What most people are never told
Many people are not informed that the medications they're given are designed to suppress anxious feelings rather than treat the condition itself — and that reducing the dose can produce what is called rebound anxiety, which feels like withdrawal and often leads to further prescriptions. The cycle continues, but the anxiety disorder is never resolved.
The bigger picture

These are not mental health conditions that require lifelong management. They are a disordered fear response — and that can be resolved.
Many people are led to believe that OCD, agoraphobia, PTSD, health anxiety, GAD, and panic disorder are serious mental health conditions requiring deep psychiatric intervention. This simply is not true. The biology of anxiety conditions is clear, widely understood, and increasingly confirmed by modern neuroscience.
As someone who took medication for most of the 22 years I suffered — and recovered completely without it — I find it deeply frustrating that people are prescribed medications intended for other conditions under the assumption that they are treating anxiety, when they cannot and do not treat the condition itself.
"This isn't my science. It's the science. It's just the science that psychology, psychiatry, and medicine have chosen to either ignore or have never fully understood."
— Charles Linden
Most people are never told what their anxiety condition truly is, how it started, or what their symptoms actually mean. It is that lack of understanding — not the biology — that perpetuates the suffering. The anxiety itself is not complicated. It is a fear response that has become miscalibrated. And the human body has a built-in mechanism to switch it off permanently.
What this means for you
If anxiety is at the root, resolving the anxiety resolves everything else.
The distinction between anxiety and depression matters because it changes everything about recovery. If the root is a disordered fear response — and for the vast majority of people who feel depressed alongside feeling anxious, it is — then the path forward is clear: recalibrate the fear response, and the low mood lifts with it.
I have spent 30 years working with people who came to me after years on antidepressants, still suffering, still confused about what was wrong with them. Every one of them who completed The Linden Method recovered — because we addressed the actual cause, not the symptom. Not because I am exceptional. Because the biology is reliable.
Low mood is a symptom of chronic fear
Years of hypervigilance and fear exhaust the body and mind. When the fear response resets, energy and mood return. They always do — because they were never broken, just suppressed.

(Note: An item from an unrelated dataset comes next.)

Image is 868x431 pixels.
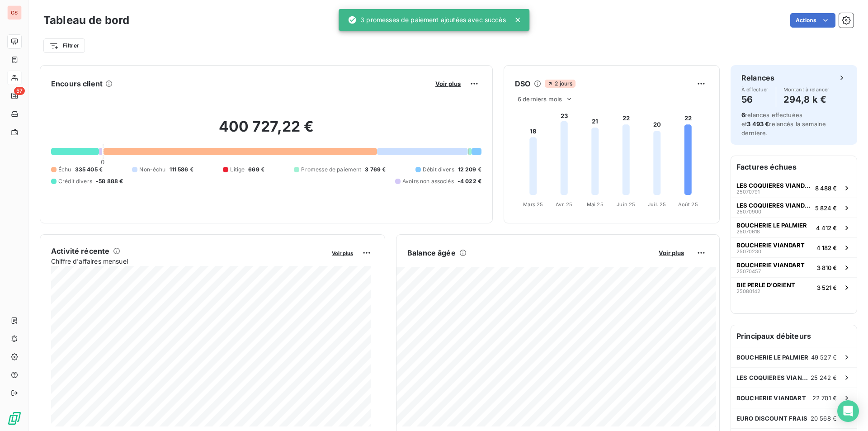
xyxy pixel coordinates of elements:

You don't need to be on medication to recover
The Linden Method does not require you to change your medication. That is a conversation for you and your prescriber. The method works alongside whatever you're currently doing.

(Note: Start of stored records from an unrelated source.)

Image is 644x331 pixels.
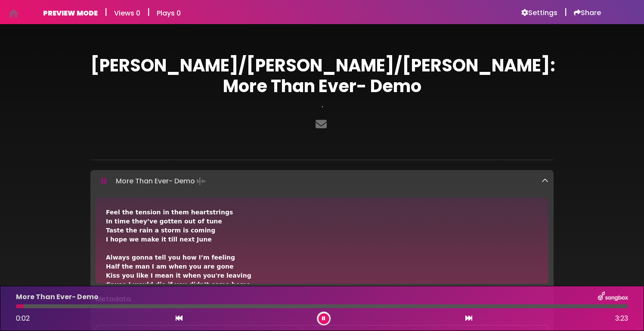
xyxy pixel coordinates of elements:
h3: . [90,100,554,109]
h5: | [105,7,107,17]
h5: | [147,7,150,17]
h1: [PERSON_NAME]/[PERSON_NAME]/[PERSON_NAME]: More Than Ever- Demo [90,55,554,96]
img: waveform4.gif [195,175,207,187]
p: More Than Ever- Demo [16,292,99,302]
a: Share [574,9,601,17]
img: songbox-logo-white.png [598,291,628,302]
h6: Views 0 [114,9,140,17]
p: More Than Ever- Demo [116,175,207,187]
span: 3:23 [615,313,628,323]
h5: | [564,7,567,17]
h6: PREVIEW MODE [43,9,98,17]
span: 0:02 [16,313,29,323]
h6: Plays 0 [157,9,181,17]
a: Settings [521,9,557,17]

You were never 'mentally ill'
Anxiety disorders are not mental illness. They are a biological fear response that has become miscalibrated. You are not broken. Your body simply hasn't been given the right conditions to reset.
Recovery is complete — not managed
The Linden Method doesn't teach you to cope with anxiety. It addresses the fear response directly. When that resets, the anxiety and the low mood it created go with it. Permanently.
You were never broken.
Your fear response was just miscalibrated.
650,000 people have recovered using The Linden Method — many of them after years of being told they had depression, or that their condition was lifelong. It wasn't. Every person who followed the method to completion recovered. Not managed their condition — recovered from it.